So Kevin Rudd was greeted in Perth by hordes of passionate demonstrators, outraged by the damage his proposed mining tax was going to do to their livelihood, their state and the Australian way of life.

They were well organised, beautifully co-ordinated and most carried professionally printed placards embossed with well-crafted slogans, following identical patterns. A fine display of solidarity.

Years ago a Labor Prime Minister was facing a political crisis of similar magnitude. In 1949 Ben Chifley went to an election on a platform of nationalising Australia’s private banks. Again, there was well-organised outrage. Fred Daly, then a humble backbencher, used to tell the story of addressing a meeting in Sydney where ranks of well-dressed bank employees arrived to heckle him mercilessly.

Exasperated, Fred accused one of them: “I’ll bet you’re getting paid time and a half for this.” The indignant teller responded: “That’s a terrible lie. We’re all on double time.” And the might of the banks eventually proved overwhelming. The high court ruled their nationalisation unconstitutional; and Labor lost the election anyway, ushering in 23 years of conservative rule.

The miners are no doubt hoping that history will repeat itself. Their financial clout is comparable to that of the banks, their rent-a-crowds equally well-disciplined and for the moment at least it appears that a decisive section of the voters are persuaded that they, rather than the elected government, are the ones acting in the public interest. In the mining states of Western Australia and Queensland, Labor’s polling is bleak, and elsewhere the mood is verging on panic.

And at least some of the attack is coming from supposedly friendly quarters. Rudd’s old mate Twiggy Forrest has told the Prime Minister that this time the miners are serious, they’re not bluffing. The tacit admission that in the past they may indeed have been crying wolf ought to have helped the government, but in fact it has worked the other way; like Tony Abbott, the statement that they do not always tell the truth has been taken as evidence that this time they just might be.

Then a former Queensland treasurer, Keith de Lacey, now himself a mining executive, declared that Rudd had become an object of ridicule and should make way for someone who really cared about the country. The problem here was that de Lacey himself has long been an object of ridicule both inside and outside the Labor Party, and is in any case a long-time enemy of Rudd dating back to the days when Rudd ran Premier Wayne Goss’ office. No one has ever taken him seriously.

Far more damaging was David Marr and his Quarterly Essay concluding that there was anger at the core of Rudd, and that he was driven by rage. The implication many drew from this verdict, coming as it did from a friend, was that Rudd was not entirely rational, that perhaps, just perhaps, their trusted leader was turning into a bit of a psycho. Unwanted memories of Mark Latham came flooding back. Perhaps all Labor leaders came from the same distorted mould, and under a little pressure would crack.

This was not what Marr meant at all, and he said so loudly and publicly. I thought I understood what he was getting at: there was indeed anger in Rudd, a hatred of injustice that went back to his childhood and that manifested itself in occasional temper tantrums, but also in a reforming zeal, a passion for change that old Labor men and women referred to as the fire in the belly. There was absolutely nothing wrong with that, and indeed the major criticism of Rudd was that he did not have enough of it: he was the Ruddbot, programmed by self-control and spin.

But in the circumstances it did not help. Abbott was supposed be the erratic one, the wild man too risky to elect. If Rudd was also some kind of a loose cannon, what was the point of keeping him? After all, his reformist zeal didn’t seem to have achieved all that much. Indeed, it seemed to consist largely of stumbling from one allegedly world-shattering crisis to another, with humiliating back downs the punctuation in the process. This, at least, was the view of the commentariat at News Ltd.

But out in the real world, even in backblocks of Queensland, the reaction wasn’t quite as clear-cut. I spent the Queen’s Birthday weekend (Queensland still holds it) in the gulf country, where the punters were pouring in to the Normanton Rodeo, and the miners of Mt Isa were congregating at Karumba for the fishing. If the pundits were right, this should have been the heartland of the revolt. But in fact the mood was more one of bewilderment than of betrayal. When they could be persuaded to talk about politics at all, which was not often, they said that they felt that they really didn’t understand Rudd, and that he didn’t understand them either.

He didn’t talk to them and he didn’t consult them; all they ever got was bumped-up little shiny bums from the public service telling them what to do. There was anger and indignation, but  most of it was aimed at the state government rather than the feds, and there was still an underlying sense that if only Rudd could see what their problems were, he would do the right thing and they would trust him again.

As for Abbott — well, as one woman who described herself as being on the conservative side put it, he really didn’t seem to have the charisma to be Prime Minister. She probably meant gravitas rather than charisma, but the point was clear: Rudd might be a bit of a letdown, but the alternative is still unconvincing. Labor’s plan A might still be in place, but only just. It is time — long past time, in fact — for Rudd to pull his finger out.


### [Work order]
Look through the records below, and whenever a line contains "right", copy it.

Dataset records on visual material
☆ ☆ ☆ ☆

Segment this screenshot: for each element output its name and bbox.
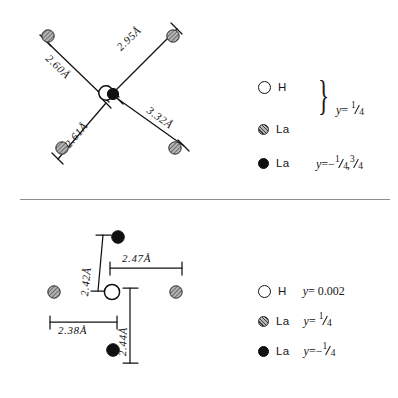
filled-circle-icon bbox=[258, 158, 269, 169]
legend-species-la-hatched: La bbox=[276, 123, 290, 135]
top-panel: 2.95Å 2.60Å 3.32Å 2.61Å H La } y= bbox=[0, 0, 398, 200]
dim-label-2-44: 2.44Å bbox=[116, 327, 129, 356]
dim-label-2-38: 2.38Å bbox=[58, 324, 87, 336]
legend-y-value-braced: y= 1 4 bbox=[336, 102, 363, 118]
open-circle-icon bbox=[258, 81, 271, 94]
legend-species-h-bottom: H bbox=[278, 285, 287, 297]
atom-la-hatched-upper-right bbox=[167, 30, 179, 42]
legend-y-value-filled: y=− 1 4 , 3 4 bbox=[316, 156, 362, 172]
legend-species-la-filled: La bbox=[276, 157, 290, 169]
legend-species-la-filled-bottom: La bbox=[276, 345, 290, 357]
legend-row-h-open-bottom: H y= 0.002 bbox=[258, 282, 345, 300]
bottom-panel: 2.42Å 2.47Å 2.38Å 2.44Å H y= 0.002 La bbox=[0, 200, 398, 398]
legend-row-la-hatched-bottom: La y= 1 4 bbox=[258, 312, 331, 330]
bottom-legend: H y= 0.002 La y= 1 4 bbox=[258, 282, 398, 367]
atom-la-filled-top bbox=[112, 231, 125, 244]
legend-species-la-hatched-bottom: La bbox=[276, 315, 290, 327]
filled-circle-icon bbox=[258, 346, 269, 357]
hatched-circle-icon bbox=[258, 124, 269, 135]
legend-species-h: H bbox=[278, 81, 287, 93]
dim-label-2-47: 2.47Å bbox=[122, 252, 151, 264]
fraction-one-quarter-b: 1 4 bbox=[319, 313, 331, 326]
atom-la-filled-center bbox=[107, 88, 118, 99]
dim-line-2-42 bbox=[98, 235, 103, 291]
atom-la-hatched-right bbox=[170, 286, 182, 298]
legend-row-h-open: H bbox=[258, 78, 287, 96]
legend-row-la-filled-bottom: La y=− 1 4 bbox=[258, 342, 334, 360]
legend-row-la-hatched: La bbox=[258, 120, 290, 138]
fraction-one-quarter-neg: 1 4 bbox=[335, 156, 347, 169]
legend-y-value-la-filled: y=− 1 4 bbox=[304, 343, 335, 359]
brace-icon: } bbox=[318, 74, 329, 116]
legend-y-value-la-hatched: y= 1 4 bbox=[304, 313, 331, 329]
fraction-one-quarter: 1 4 bbox=[351, 102, 363, 115]
figure-root: 2.95Å 2.60Å 3.32Å 2.61Å H La } y= bbox=[0, 0, 398, 398]
atom-h-open-center-bottom bbox=[104, 284, 119, 299]
legend-y-value-h: y= 0.002 bbox=[303, 284, 345, 299]
atom-la-hatched-left bbox=[48, 286, 60, 298]
atom-la-hatched-upper-left bbox=[42, 30, 54, 42]
legend-row-la-filled: La bbox=[258, 154, 290, 172]
top-legend: H La } y= 1 4 La bbox=[258, 78, 396, 168]
open-circle-icon bbox=[258, 285, 271, 298]
hatched-circle-icon bbox=[258, 316, 269, 327]
fraction-one-quarter-neg-b: 1 4 bbox=[322, 343, 334, 356]
fraction-three-quarters: 3 4 bbox=[350, 156, 362, 169]
atom-la-hatched-lower-right bbox=[169, 142, 181, 154]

☆ ☆ ☆ ☆

### [Exercise output]
atom-la-hatched-upper-right bbox=[167, 30, 179, 42]
atom-la-hatched-right bbox=[170, 286, 182, 298]
atom-la-hatched-lower-right bbox=[169, 142, 181, 154]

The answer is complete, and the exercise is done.